A West Virginia man who admitted threatening jurors and witnesses in the Pittsburgh Tree of Life trial was sentenced to 78 months in prison Wednesday.
Hardy Carroll Lloyd, 45, of Follansbee, was sentenced in U.S. District Court in Wheeling, according to the U.S. Attorney’s Office there.
Lloyd, a self-proclaimed white supremacist, ran a prolific and hateful website that, for much of the spring and summer, took aim at the prosecutors, witnesses, victims and jurors in the synagogue case.
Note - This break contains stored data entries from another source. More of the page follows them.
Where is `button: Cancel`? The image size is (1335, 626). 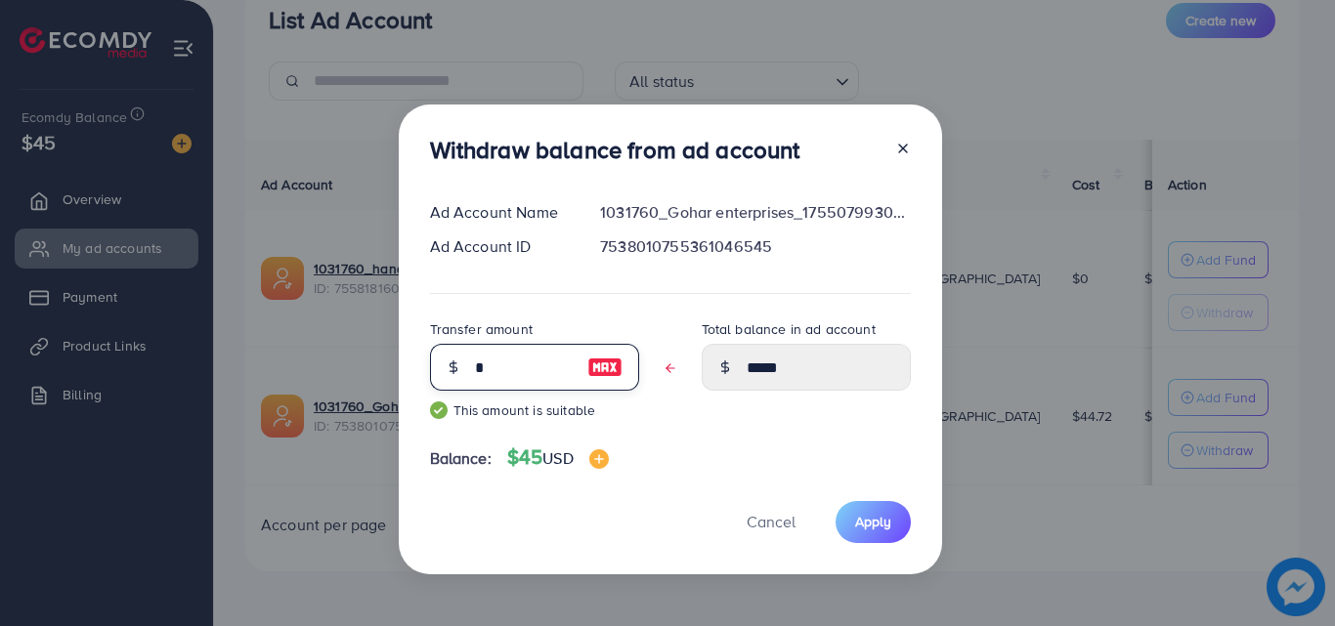 button: Cancel is located at coordinates (771, 522). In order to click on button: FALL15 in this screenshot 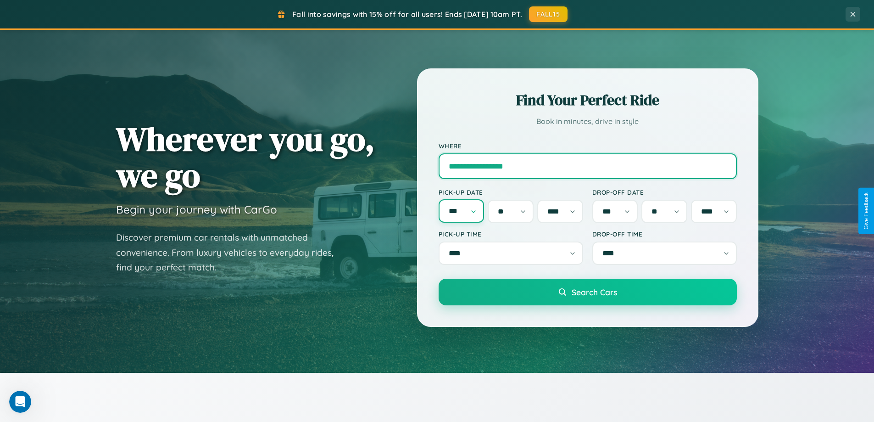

The three-month trial culminated in early August with a death sentence for shooter Robert Bowers, who killed 11 people in the 2018 attack.
In a series of emails and blog posts that escalated as the death penalty trial against Bowers progressed, Lloyd called for so-called lone wolves to target synagogues and Jews.
“Walk into a synagogue and gun down 11 Jews and one rabbi,” he wrote in late May. “That’s how you make a difference, people.”
Lloyd also took aim at jurors in the case, writing in one website post: “Y’all who are on the jury, make sure to vote what you know in your heart is morally correct.”
A news release from the U.S. attorney said Lloyd admitted that he engaged in this conduct because of the actual or perceived ties to the Jewish community of the witnesses and the victims of Bowers, which was part of his plea agreement.